Stretching from the distant past into the remote future, from primordial Earth to the stars, Evolution is a soaring symphony of struggle, extinction, and survival; a dazzling epic that combines a dozen scientific disciplines and a cast of unforgettable characters to convey the grand drama of... read more
Life on earth from 65 millions years before the human specie, into a far slung future, is unfolded in surprisingly capturing roller coaster of events. For a story that seemingly we all know (or at least parts of), it manages to provoke interest, suspense and loads of emotional investment that... read more (warning: may contain spoilers)
“For the mammals of Antarctica, spring was made much more interesting by the possibility that from any snowbank there might suddenly erupt a clutch of ravenous allosaur chicks, snapping and squabbling in pursuit of their first meal.”pg 190
In the last centuries of the empire, educational standards and literacy had fallen. In the dulled heads of the masses, distracted by cheap food and the barbaric spectacles of the coliseums, the values on which Rome had been founded and the ancient rationalism of the Greeks had been replaced by mysticism and superstition.Highlighted by 5 Kindle customers
The different forms of humans were competing for the same resources. All over the world there had been a wave of extinctions—human extinctions—a wave of last contacts, of regret-free good-byes, as one hominid species after another succumbed to the dark.Highlighted by 4 Kindle customers
Cretaceous—after creta, meaning “chalk”—for its most enduring monuments, constructed by the toiling plankton.Highlighted by 4 Kindle customers
Across seventy thousand years these people—humans with as modern a body plan, even as modern a brain, as any twenty-first-century citizen—had scarcely made a single innovation in their technology or techniques.Highlighted by 3 Kindle customers
When Mother had died, just sixty thousand years before the birth of Christ, there had still been many different kinds of people in the world. There had been Mother’s humanlike people in parts of Africa. In Europe and western Asia lived robust folk like Pebble, like Neandertals. In eastern Asia there were still bands of the skinny, small-brained walkers, the Homo erectus types. The old hominid complexity had reigned still, with many variants and subspecies and even hybrids of the different types.Highlighted by 3 Kindle customers
And soon the world would be empty of people—empty, save for just one kind.Highlighted by 3 Kindle customers
But by pressuring the animals at a time when they were most vulnerable, by selectively killing off the young, by disrupting habitats, by taking out key components of the food webs that sustained communities of creatures, they did immense damage.Highlighted by 3 Kindle customers
No humans had yet moved out of Africa. In Europe and across Asia, there were only the heavy-browed robusts and, in places, the older forms, the skinnyHighlighted by 3 Kindle customers
“Confucius said, ‘Those who say it cannot be done need to get out of the way of the people who are doing it.’ ”Highlighted by 3 Kindle customers
It was—Honorius had explained to his pupil—as if a whole culture was losing its mind. People were forgetting how to think, and soon they would forget they had forgotten. And, to Honorius’s thinking, Christianity only exacerbated that problem.Highlighted by 3 Kindle customers
We’re hiding the organizations, glossary entries, errata, awards, reading level, movie connections, books that influenced this book, books influenced by this book, books that cite this book and books cited by this book sections. If you would like to add content to them, you must first make them visible.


(Activity) Each line below should be repeated exactly as written, with no pictures carried over.

Top of Supplied information

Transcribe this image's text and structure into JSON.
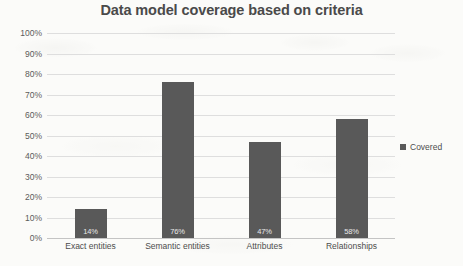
{
  "chart_data": {
    "type": "bar",
    "title": "Data model coverage based on criteria",
    "xlabel": "",
    "ylabel": "",
    "categories": [
      "Exact entities",
      "Semantic entities",
      "Attributes",
      "Relationships"
    ],
    "values": [
      14,
      76,
      47,
      58
    ],
    "value_labels": [
      "14%",
      "76%",
      "47%",
      "58%"
    ],
    "series": [
      {
        "name": "Covered",
        "values": [
          14,
          76,
          47,
          58
        ],
        "color": "#595959"
      }
    ],
    "ylim": [
      0,
      100
    ],
    "ytick_values": [
      100,
      90,
      80,
      70,
      60,
      50,
      40,
      30,
      20,
      10,
      0
    ],
    "ytick_labels": [
      "100%",
      "90%",
      "80%",
      "70%",
      "60%",
      "50%",
      "40%",
      "30%",
      "20%",
      "10%",
      "0%"
    ],
    "grid": true,
    "legend_position": "right",
    "legend_entries": [
      "Covered"
    ],
    "colors": {
      "bar": "#595959",
      "gridline": "#dedede",
      "axis": "#c4c4c4",
      "title_text": "#4a4a4a",
      "tick_text": "#5b5b5b",
      "value_label_text": "#e8e8e8",
      "background": "#fbfbf9"
    }
  }
}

Bottom of Supplied information

(Result below)
Transcribe this image's text and structure into JSON.
{
  "chart_data": {
    "type": "bar",
    "title": "Data model coverage based on criteria",
    "xlabel": "",
    "ylabel": "",
    "categories": [
      "Exact entities",
      "Semantic entities",
      "Attributes",
      "Relationships"
    ],
    "values": [
      14,
      76,
      47,
      58
    ],
    "value_labels": [
      "14%",
      "76%",
      "47%",
      "58%"
    ],
    "series": [
      {
        "name": "Covered",
        "values": [
          14,
          76,
          47,
          58
        ],
        "color": "#595959"
      }
    ],
    "ylim": [
      0,
      100
    ],
    "ytick_values": [
      100,
      90,
      80,
      70,
      60,
      50,
      40,
      30,
      20,
      10,
      0
    ],
    "ytick_labels": [
      "100%",
      "90%",
      "80%",
      "70%",
      "60%",
      "50%",
      "40%",
      "30%",
      "20%",
      "10%",
      "0%"
    ],
    "grid": true,
    "legend_position": "right",
    "legend_entries": [
      "Covered"
    ],
    "colors": {
      "bar": "#595959",
      "gridline": "#dedede",
      "axis": "#c4c4c4",
      "title_text": "#4a4a4a",
      "tick_text": "#5b5b5b",
      "value_label_text": "#e8e8e8",
      "background": "#fbfbf9"
    }
  }
}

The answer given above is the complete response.